In progress at UNHQ

General Assembly


GA/11175
The General Assembly met today to fill vacancies on administrative and legal bodies of the United Nations, including by voting to elect members of the International Law Commission. Voting by way of secret ballot, the Assembly elected a total of 34 members of the International Law Commission — a body devoted to the promotion of the development and codification of international law — to serve five‑year terms of office beginning on 1 January 2012.
PBC/82
Political engagement would be a key component for building peace in the Central African Republic, the top United Nations official in that country said this morning as the Peacebuilding Commission configuration dealing with that country met to adopt the second review of the Strategic Framework for Peacebuilding in the Central African Republic.
GA/SHC/4029
The Third Committee (Social, Humanitarian and Cultural) today approved a draft resolution that would have the General Assembly adopt a new, third Optional Protocol to the Convention on the Rights of the Child establishing a communications procedure, which would allow the Committee overseeing the Convention’s implementation to receive and examine individual complaints from children and to organize country visits to investigate cases of grave and systematic violations of children’s rights.
GA/SPD/499
Concluding its work for the session, the Fourth Committee (Special Political and Decolonization) recommended the expansion of the United Nations Scientific Committee on the Effects of Atomic Radiation to include those five Member States serving as observers since 2007, by one of 11 draft resolutions it approved today.
GA/SHC/4028
Acting by consensus, the Third Committee (Social, Humanitarian and Cultural) today approved a draft resolution that would have the Assembly condemn all forms of torture and other cruel, inhuman or degrading treatment or punishment, including through intimidation. Tabling the resolution — one of five draft texts approved by the Committee — Denmark’s delegate said it represented the value the international community placed on human dignity.
GA/EF/3326
More than 10 years after the Monterrey Consensus was adopted, most countries remained well short of allocating 0.7 per cent of their gross national product (GNP) to official development assistance (ODA), and sharp reductions planned in response to the global economic and financial crisis made for a bleak forecast of future growth in foreign aid, the President of the Economic and Social Council told the Second Committee (Economic and Financial) today.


▸ What the task asks
Would you work out how many lines below include the word "title"? Only that number is wanted.

Start of Exercise materials

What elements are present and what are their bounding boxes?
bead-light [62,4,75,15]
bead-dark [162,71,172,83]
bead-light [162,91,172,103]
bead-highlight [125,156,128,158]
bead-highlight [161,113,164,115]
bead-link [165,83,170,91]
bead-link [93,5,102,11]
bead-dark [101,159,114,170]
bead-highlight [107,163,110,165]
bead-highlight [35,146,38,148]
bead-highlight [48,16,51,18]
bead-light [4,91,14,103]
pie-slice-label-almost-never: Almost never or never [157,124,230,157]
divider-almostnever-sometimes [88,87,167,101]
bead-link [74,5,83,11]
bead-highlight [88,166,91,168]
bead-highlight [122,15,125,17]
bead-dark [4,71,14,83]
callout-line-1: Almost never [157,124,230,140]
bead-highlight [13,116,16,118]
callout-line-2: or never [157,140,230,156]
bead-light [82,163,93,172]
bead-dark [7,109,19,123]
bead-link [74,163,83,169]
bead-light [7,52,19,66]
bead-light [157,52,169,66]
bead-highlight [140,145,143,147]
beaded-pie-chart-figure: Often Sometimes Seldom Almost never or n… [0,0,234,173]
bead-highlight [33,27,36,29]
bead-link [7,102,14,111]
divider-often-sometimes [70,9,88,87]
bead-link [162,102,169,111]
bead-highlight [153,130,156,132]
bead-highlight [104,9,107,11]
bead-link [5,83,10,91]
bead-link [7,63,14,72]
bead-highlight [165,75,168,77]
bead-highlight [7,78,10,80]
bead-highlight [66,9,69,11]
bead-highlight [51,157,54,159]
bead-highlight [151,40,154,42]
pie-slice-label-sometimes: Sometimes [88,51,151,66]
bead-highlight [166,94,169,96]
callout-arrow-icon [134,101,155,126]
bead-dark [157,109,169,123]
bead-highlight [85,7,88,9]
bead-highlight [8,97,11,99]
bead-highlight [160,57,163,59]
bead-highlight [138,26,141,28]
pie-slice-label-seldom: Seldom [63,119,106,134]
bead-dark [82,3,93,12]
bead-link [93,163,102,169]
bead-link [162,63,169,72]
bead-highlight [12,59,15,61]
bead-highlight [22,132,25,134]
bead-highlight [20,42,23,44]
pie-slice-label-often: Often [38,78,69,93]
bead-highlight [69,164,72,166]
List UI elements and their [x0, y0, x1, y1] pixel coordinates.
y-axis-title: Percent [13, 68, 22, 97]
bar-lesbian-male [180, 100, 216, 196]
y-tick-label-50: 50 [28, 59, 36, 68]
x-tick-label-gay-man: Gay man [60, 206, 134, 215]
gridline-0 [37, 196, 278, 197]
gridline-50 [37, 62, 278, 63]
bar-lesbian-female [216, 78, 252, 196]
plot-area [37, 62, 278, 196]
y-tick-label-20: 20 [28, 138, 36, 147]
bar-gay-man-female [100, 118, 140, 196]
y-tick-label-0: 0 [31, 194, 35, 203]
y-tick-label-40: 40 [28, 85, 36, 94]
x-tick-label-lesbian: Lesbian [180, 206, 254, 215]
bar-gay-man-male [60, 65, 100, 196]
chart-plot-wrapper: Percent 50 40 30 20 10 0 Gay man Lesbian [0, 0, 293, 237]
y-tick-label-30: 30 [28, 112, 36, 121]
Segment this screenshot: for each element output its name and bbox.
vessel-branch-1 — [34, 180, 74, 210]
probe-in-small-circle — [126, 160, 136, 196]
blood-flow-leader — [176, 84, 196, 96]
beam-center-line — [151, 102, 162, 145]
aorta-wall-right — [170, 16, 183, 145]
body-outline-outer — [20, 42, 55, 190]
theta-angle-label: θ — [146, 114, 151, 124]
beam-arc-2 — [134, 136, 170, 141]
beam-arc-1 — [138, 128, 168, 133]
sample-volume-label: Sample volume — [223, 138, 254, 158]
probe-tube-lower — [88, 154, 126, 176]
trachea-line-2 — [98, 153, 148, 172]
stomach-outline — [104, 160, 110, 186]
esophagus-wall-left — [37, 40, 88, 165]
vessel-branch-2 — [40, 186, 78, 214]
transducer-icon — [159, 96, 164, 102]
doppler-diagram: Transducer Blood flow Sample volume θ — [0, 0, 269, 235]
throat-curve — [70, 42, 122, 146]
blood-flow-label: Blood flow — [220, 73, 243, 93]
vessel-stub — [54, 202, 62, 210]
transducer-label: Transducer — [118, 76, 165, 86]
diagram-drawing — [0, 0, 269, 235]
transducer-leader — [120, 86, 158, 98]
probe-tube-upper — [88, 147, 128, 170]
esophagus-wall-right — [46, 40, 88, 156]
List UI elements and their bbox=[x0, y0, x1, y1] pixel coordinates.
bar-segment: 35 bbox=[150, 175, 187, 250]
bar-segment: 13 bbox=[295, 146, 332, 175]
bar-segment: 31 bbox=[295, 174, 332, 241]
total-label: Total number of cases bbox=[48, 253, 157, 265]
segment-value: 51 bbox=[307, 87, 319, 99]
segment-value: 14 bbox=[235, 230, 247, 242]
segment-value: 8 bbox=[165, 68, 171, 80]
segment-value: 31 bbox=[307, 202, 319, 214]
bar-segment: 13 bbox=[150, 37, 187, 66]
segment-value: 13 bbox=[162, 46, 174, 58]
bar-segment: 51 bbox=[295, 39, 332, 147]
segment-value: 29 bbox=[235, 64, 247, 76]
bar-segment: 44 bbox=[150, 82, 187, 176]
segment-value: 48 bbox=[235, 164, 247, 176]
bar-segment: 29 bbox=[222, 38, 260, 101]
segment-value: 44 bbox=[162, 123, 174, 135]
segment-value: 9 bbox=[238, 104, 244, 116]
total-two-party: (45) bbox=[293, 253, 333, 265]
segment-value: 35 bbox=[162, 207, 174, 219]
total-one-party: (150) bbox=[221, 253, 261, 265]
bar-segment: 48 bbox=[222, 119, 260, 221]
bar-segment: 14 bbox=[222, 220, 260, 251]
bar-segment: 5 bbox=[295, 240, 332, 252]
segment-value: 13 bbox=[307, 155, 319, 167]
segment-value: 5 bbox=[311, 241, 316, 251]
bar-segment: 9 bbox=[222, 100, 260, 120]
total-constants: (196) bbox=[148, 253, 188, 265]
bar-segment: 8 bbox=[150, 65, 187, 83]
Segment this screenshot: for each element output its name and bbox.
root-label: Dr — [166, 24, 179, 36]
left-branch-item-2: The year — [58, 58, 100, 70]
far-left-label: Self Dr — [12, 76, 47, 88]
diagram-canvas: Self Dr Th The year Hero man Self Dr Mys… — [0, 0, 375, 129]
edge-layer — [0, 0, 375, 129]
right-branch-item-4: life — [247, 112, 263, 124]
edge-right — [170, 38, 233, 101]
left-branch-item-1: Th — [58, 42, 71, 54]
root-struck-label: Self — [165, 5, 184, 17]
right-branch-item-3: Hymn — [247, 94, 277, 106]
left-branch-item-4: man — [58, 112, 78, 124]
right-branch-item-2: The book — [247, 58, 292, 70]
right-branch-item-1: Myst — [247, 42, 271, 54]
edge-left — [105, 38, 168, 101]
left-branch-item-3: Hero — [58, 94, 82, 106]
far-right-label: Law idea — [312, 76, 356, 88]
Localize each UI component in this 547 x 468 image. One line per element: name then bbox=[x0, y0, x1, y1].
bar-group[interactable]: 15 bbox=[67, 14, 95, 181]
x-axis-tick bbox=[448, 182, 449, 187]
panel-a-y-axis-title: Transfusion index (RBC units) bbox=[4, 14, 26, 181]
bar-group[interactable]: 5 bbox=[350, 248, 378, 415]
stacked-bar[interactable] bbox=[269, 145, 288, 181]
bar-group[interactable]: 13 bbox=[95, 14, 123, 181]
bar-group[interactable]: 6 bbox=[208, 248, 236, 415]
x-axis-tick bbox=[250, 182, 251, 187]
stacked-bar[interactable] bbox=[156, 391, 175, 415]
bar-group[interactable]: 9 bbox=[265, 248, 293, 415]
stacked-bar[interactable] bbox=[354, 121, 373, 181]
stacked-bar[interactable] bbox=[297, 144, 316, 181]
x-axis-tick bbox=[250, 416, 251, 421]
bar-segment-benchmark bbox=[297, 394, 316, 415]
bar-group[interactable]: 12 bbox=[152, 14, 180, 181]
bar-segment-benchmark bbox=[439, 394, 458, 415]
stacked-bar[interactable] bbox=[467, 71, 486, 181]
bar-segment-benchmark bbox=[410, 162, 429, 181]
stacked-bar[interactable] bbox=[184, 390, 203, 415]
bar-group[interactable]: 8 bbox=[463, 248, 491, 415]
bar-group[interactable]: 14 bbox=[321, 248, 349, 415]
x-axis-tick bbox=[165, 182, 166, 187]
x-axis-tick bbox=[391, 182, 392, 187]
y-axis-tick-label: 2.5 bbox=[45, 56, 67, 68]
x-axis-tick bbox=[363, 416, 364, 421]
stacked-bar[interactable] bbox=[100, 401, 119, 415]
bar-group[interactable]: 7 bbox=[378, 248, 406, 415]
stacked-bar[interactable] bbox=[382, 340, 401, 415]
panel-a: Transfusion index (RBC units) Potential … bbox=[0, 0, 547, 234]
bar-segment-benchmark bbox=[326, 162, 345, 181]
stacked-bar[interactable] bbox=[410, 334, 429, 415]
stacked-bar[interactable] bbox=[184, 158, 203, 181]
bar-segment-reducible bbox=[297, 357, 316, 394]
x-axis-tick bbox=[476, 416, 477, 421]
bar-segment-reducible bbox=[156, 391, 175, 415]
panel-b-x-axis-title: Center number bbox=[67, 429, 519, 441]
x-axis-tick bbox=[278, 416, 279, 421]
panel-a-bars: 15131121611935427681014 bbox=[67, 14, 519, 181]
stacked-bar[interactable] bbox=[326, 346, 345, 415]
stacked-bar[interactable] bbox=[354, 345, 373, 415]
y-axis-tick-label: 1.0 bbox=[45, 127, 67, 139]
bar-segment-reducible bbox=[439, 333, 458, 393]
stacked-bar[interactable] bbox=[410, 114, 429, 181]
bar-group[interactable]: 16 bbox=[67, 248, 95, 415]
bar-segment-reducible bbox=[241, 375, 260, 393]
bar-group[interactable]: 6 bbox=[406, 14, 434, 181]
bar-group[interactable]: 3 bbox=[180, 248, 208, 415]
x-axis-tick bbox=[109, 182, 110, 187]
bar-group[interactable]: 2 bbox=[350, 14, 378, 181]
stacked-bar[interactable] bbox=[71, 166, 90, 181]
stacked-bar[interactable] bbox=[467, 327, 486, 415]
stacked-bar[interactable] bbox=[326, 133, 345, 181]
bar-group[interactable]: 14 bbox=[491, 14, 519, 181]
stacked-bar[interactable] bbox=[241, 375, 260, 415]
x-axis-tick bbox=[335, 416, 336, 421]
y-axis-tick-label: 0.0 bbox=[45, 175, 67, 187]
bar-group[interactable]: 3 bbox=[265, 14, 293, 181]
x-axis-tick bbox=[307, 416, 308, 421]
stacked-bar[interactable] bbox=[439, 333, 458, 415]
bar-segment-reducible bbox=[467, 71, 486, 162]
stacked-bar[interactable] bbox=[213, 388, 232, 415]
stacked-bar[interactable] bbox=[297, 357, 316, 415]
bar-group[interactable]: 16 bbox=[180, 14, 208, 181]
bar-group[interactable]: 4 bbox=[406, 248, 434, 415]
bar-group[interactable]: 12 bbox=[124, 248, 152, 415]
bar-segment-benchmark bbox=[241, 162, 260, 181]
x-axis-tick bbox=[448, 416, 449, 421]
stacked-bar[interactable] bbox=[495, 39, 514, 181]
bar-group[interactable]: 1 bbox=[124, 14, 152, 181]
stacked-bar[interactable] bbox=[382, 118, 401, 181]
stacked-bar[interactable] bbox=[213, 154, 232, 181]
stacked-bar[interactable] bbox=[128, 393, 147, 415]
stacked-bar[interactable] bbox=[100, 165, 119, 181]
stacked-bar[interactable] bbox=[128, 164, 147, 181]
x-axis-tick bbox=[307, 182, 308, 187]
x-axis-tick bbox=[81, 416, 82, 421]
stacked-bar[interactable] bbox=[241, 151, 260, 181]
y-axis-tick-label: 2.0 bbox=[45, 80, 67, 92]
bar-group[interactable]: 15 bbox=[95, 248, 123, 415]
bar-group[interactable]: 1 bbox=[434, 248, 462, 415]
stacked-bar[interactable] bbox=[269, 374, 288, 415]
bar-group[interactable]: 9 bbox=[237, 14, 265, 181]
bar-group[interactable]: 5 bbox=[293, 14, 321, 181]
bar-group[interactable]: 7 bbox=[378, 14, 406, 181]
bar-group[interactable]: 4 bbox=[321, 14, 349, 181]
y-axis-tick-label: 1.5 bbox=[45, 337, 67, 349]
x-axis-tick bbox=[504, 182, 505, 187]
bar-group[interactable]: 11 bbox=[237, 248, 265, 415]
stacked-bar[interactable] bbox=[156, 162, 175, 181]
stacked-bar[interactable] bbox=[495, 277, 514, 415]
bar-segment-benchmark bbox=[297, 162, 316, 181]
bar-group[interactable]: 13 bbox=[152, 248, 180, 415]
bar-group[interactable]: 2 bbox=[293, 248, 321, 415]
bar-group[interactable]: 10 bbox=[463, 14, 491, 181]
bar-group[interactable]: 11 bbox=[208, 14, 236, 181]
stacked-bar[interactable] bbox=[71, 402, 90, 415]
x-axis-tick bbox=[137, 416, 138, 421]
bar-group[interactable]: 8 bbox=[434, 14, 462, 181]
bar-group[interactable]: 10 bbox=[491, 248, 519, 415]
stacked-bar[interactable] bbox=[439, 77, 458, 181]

End of Exercise materials

▸ Solved problem
3